━━━ Input data ━━━

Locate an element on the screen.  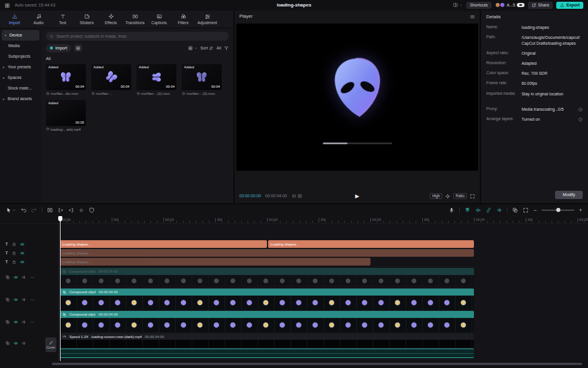
player-menu-button is located at coordinates (473, 16).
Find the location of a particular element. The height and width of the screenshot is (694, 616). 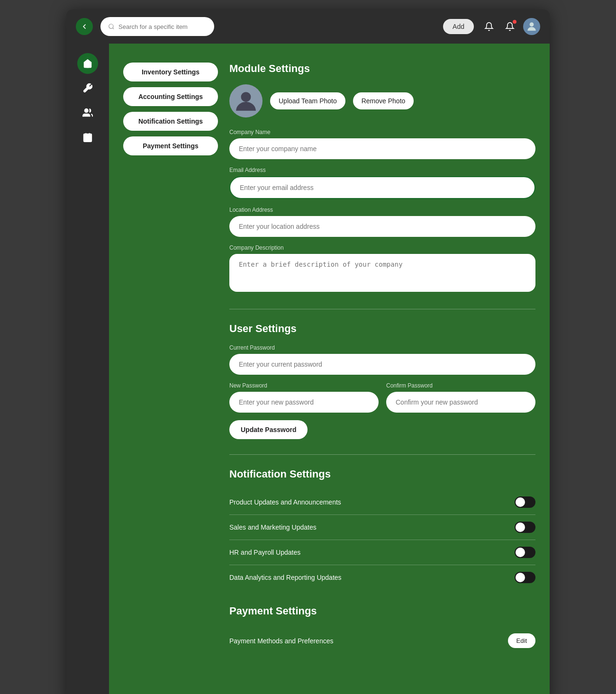

notification-label: Sales and Marketing Updates is located at coordinates (273, 527).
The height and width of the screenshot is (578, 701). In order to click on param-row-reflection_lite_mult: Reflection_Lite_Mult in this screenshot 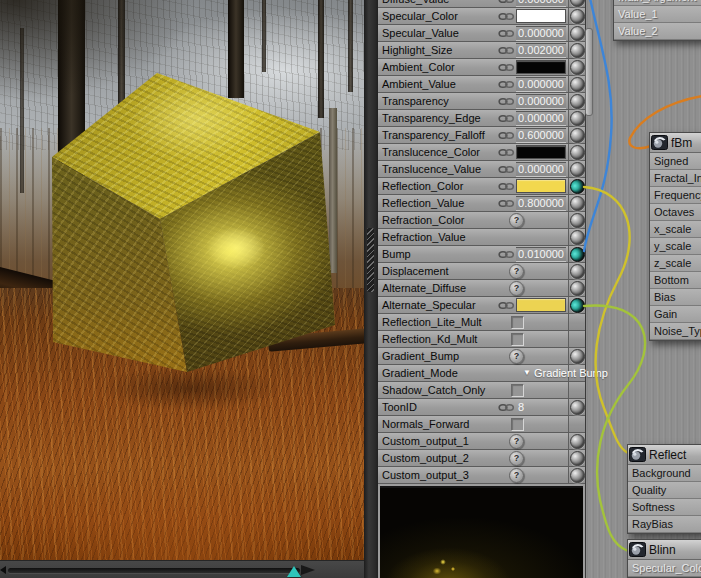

━━━

*The task*
Every entry should be repeated verbatim, with the pictures left out.

*Finished task*
Locate an element on the screen.  
player-menu-button is located at coordinates (473, 16).
Find the location of a particular element. The height and width of the screenshot is (694, 616). 

notification-label: Sales and Marketing Updates is located at coordinates (273, 527).
The height and width of the screenshot is (578, 701). In order to click on param-row-reflection_lite_mult: Reflection_Lite_Mult in this screenshot 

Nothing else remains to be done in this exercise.